Since Chrome 136, Chrome refuses any CDP connect to the browser using the default user_data_dir. In order to use your browser data, Skyvern copies your default user_data_dir to ./tmp/user_data_dir the first time connecting to your local browser.

Just With Python Code

1from skyvern import Skyvern
2
3# The path to your Chrome browser. This example path is for Mac.
4browser_path = "/Applications/Google Chrome.app/Contents/MacOS/Google Chrome"
5skyvern = Skyvern(
6 base_url="http://localhost:8000",
7 api_key="YOUR_API_KEY",
8 browser_path=browser_path,
9)
10task = await skyvern.run_task(
11 prompt="Find the top post on hackernews today",
12)

With Skyvern Service

$# The path to your Chrome browser. This example path is for Mac.
>CHROME_EXECUTABLE_PATH="/Applications/Google Chrome.app/Contents/MacOS/Google Chrome"
>BROWSER_TYPE=cdp-connect

Restart your Skyvern service skyvern run server and run the task through UI or code:

1from skyvern import Skyvern
2
3skyvern = Skyvern(
4 base_url="http://localhost:8000",
5 api_key="YOUR_API_KEY",
6)
7task = await skyvern.run_task(
8 prompt="Find the top post on hackernews today",
9)

Get Consistent Output Schema

You can do it by adding the data_extraction_schema parameter to your task.

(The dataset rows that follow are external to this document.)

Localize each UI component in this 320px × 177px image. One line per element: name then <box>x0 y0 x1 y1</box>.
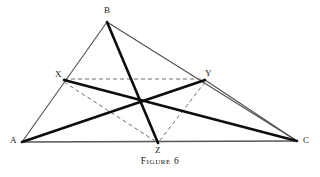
segment-BZ-cevian <box>107 22 158 143</box>
vertex-label-Z: Z <box>155 146 161 155</box>
vertex-label-B: B <box>104 6 110 15</box>
segment-AC <box>22 141 297 142</box>
figure-caption: Figure 6 <box>0 156 320 167</box>
segment-YC <box>205 80 297 141</box>
vertex-label-X: X <box>55 70 62 79</box>
vertex-label-Y: Y <box>205 69 212 78</box>
vertex-label-A: A <box>10 136 17 145</box>
triangle-outline-group <box>22 22 297 142</box>
cevian-group <box>22 22 297 143</box>
figure-container: A B C X Y Z Figure 6 <box>0 0 320 177</box>
vertex-label-C: C <box>303 136 309 145</box>
segment-YZ-dashed <box>158 82 205 143</box>
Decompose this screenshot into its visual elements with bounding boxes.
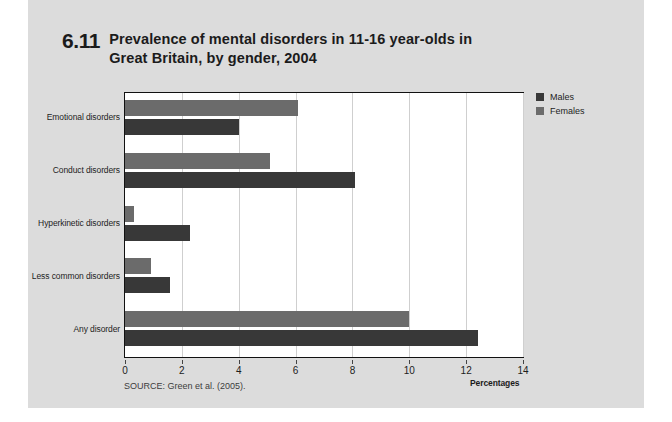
legend-label: Males (550, 92, 574, 102)
bar-females (125, 206, 134, 222)
bar-females (125, 311, 409, 327)
bar-group (125, 251, 523, 304)
legend-swatch-males (536, 93, 544, 101)
x-axis-title: Percentages (470, 378, 519, 388)
bar-males (125, 172, 355, 188)
x-tick-mark (352, 360, 353, 364)
figure-page: 6.11 Prevalence of mental disorders in 1… (0, 0, 672, 422)
chart-legend: MalesFemales (536, 92, 636, 120)
bar-group (125, 199, 523, 252)
bar-group (125, 93, 523, 146)
category-label: Emotional disorders (10, 112, 120, 122)
bar-females (125, 258, 151, 274)
bar-males (125, 225, 190, 241)
x-tick-mark (409, 360, 410, 364)
x-tick-label: 6 (293, 365, 299, 376)
x-tick-mark (125, 360, 126, 364)
x-tick-mark (182, 360, 183, 364)
bar-group (125, 304, 523, 357)
category-label: Any disorder (10, 324, 120, 334)
x-tick-label: 12 (461, 365, 472, 376)
x-tick-mark (296, 360, 297, 364)
figure-heading: 6.11 Prevalence of mental disorders in 1… (62, 30, 542, 68)
legend-label: Females (550, 106, 585, 116)
figure-title-line2: Great Britain, by gender, 2004 (109, 49, 472, 68)
category-label: Conduct disorders (10, 165, 120, 175)
legend-item: Females (536, 106, 636, 116)
plot-area (124, 92, 524, 358)
x-tick-label: 4 (236, 365, 242, 376)
figure-title-line1: Prevalence of mental disorders in 11-16 … (109, 30, 472, 49)
figure-number: 6.11 (62, 30, 100, 51)
category-axis-labels: Emotional disordersConduct disordersHype… (4, 92, 120, 358)
x-tick-mark (239, 360, 240, 364)
bar-females (125, 153, 270, 169)
category-label: Hyperkinetic disorders (10, 218, 120, 228)
bar-group (125, 146, 523, 199)
x-tick-label: 10 (404, 365, 415, 376)
x-tick-mark (523, 360, 524, 364)
legend-swatch-females (536, 107, 544, 115)
gridline-14 (523, 93, 524, 357)
bar-males (125, 330, 478, 346)
x-axis: 02468101214 (124, 360, 524, 382)
legend-item: Males (536, 92, 636, 102)
x-tick-label: 8 (350, 365, 356, 376)
x-tick-label: 14 (517, 365, 528, 376)
bar-males (125, 277, 170, 293)
bar-males (125, 119, 239, 135)
category-label: Less common disorders (10, 271, 120, 281)
x-tick-label: 2 (179, 365, 185, 376)
bar-females (125, 100, 298, 116)
source-note: SOURCE: Green et al. (2005). (124, 381, 246, 391)
x-tick-label: 0 (122, 365, 128, 376)
x-tick-mark (466, 360, 467, 364)
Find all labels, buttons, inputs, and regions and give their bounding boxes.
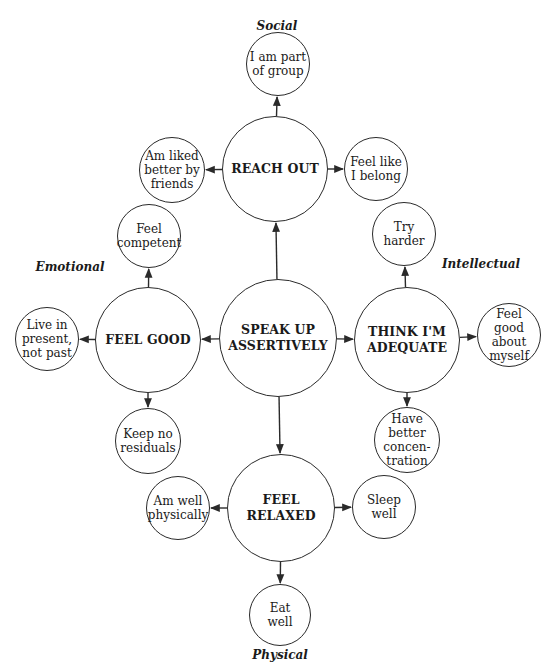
arrow-connector — [405, 267, 406, 287]
node-label: I am part of group — [250, 50, 306, 78]
arrow-connector — [279, 397, 280, 453]
outcome-node-part-of-group: I am part of group — [246, 32, 310, 96]
category-label-physical: Physical — [252, 648, 308, 662]
outcome-node-eat-well: Eat well — [249, 584, 311, 646]
node-label: FEEL RELAXED — [228, 492, 334, 524]
category-label-emotional: Emotional — [35, 260, 104, 274]
assertiveness-concept-map: Social Emotional Intellectual Physical S… — [0, 0, 560, 668]
category-label-intellectual: Intellectual — [442, 257, 520, 271]
category-label-social: Social — [257, 19, 298, 33]
arrow-connector — [277, 97, 278, 116]
outcome-node-feel-good-myself: Feel good about myself — [477, 303, 541, 367]
node-label: REACH OUT — [231, 161, 319, 177]
node-label: FEEL GOOD — [105, 332, 190, 348]
node-label: Eat well — [267, 601, 292, 629]
node-label: Feel like I belong — [350, 155, 402, 183]
hub-node-feel-good: FEEL GOOD — [95, 287, 201, 393]
hub-node-feel-relaxed: FEEL RELAXED — [227, 454, 335, 562]
node-label: Keep no residuals — [120, 427, 175, 455]
outcome-node-keep-no-residuals: Keep no residuals — [115, 408, 181, 474]
node-label: Have better concen- tration — [383, 412, 430, 468]
outcome-node-sleep-well: Sleep well — [352, 475, 416, 539]
node-label: Sleep well — [367, 493, 401, 521]
center-node-speak-up-assertively: SPEAK UP ASSERTIVELY — [219, 279, 337, 397]
hub-node-think-adequate: THINK I'M ADEQUATE — [354, 287, 460, 393]
node-label: Try harder — [383, 220, 424, 248]
node-label: Am liked better by friends — [144, 149, 200, 191]
outcome-node-better-concentration: Have better concen- tration — [374, 407, 440, 473]
outcome-node-live-present: Live in present, not past — [15, 307, 79, 371]
node-label: THINK I'M ADEQUATE — [367, 324, 447, 356]
node-label: Live in present, not past — [22, 318, 72, 360]
outcome-node-try-harder: Try harder — [372, 202, 436, 266]
node-label: Feel competent — [117, 222, 182, 250]
outcome-node-feel-belong: Feel like I belong — [344, 137, 408, 201]
node-label: Am well physically — [148, 494, 209, 522]
outcome-node-liked-by-friends: Am liked better by friends — [139, 137, 205, 203]
outcome-node-feel-competent: Feel competent — [117, 204, 181, 268]
outcome-node-well-physically: Am well physically — [146, 476, 210, 540]
node-label: Feel good about myself — [478, 307, 540, 363]
arrow-connector — [460, 337, 476, 338]
node-label: SPEAK UP ASSERTIVELY — [228, 322, 328, 354]
hub-node-reach-out: REACH OUT — [222, 116, 328, 222]
arrow-connector — [276, 223, 277, 279]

For example, if you want to get the title, URL, and points of the top post on Hacker News today, you can add the following to your task:

1from skyvern import Skyvern
2
3skyvern = Skyvern()
4task = await skyvern.run_task(
5 prompt="Find the top post on hackernews today",
6 data_extraction_schema={
7 "type": "object",
8 "properties": {
9 "title": {
10 "type": "string",
11 "description": "The title of the top post"
12 },
13 "url": {
14 "type": "string",
15 "description": "The URL of the top post"
16 },
17 "points": {
18 "type": "integer",
19 "description": "Number of points the post has received"
20 }
21 }
22 }
23)

Wait Until Task Is Done

When you are sending a run task request the Skyvern service, you can set the wait_for_completion to True and wait until the task is done.

1from skyvern import Skyvern
2
3skyvern = Skyvern()
4task = await skyvern.run_task(
5 prompt="Find the top post on hackernews today",
6 # the request will be hanging until the task is done
7 wait_for_completion=True,
8)
9print(task.output)

Send Run Result To Your Webhook

Instead of waiting, you can also set the webhook_url in the run task request and get the result in your webhook whenever it’s done.

1from skyvern import Skyvern
2
3skyvern = Skyvern()
4task = await skyvern.run_task(
5 prompt="Find the top post on hackernews today",
6 webhook_url="https://your-webhook-url.com",
7)

You can also use the GET RUN API to get the current status of the task.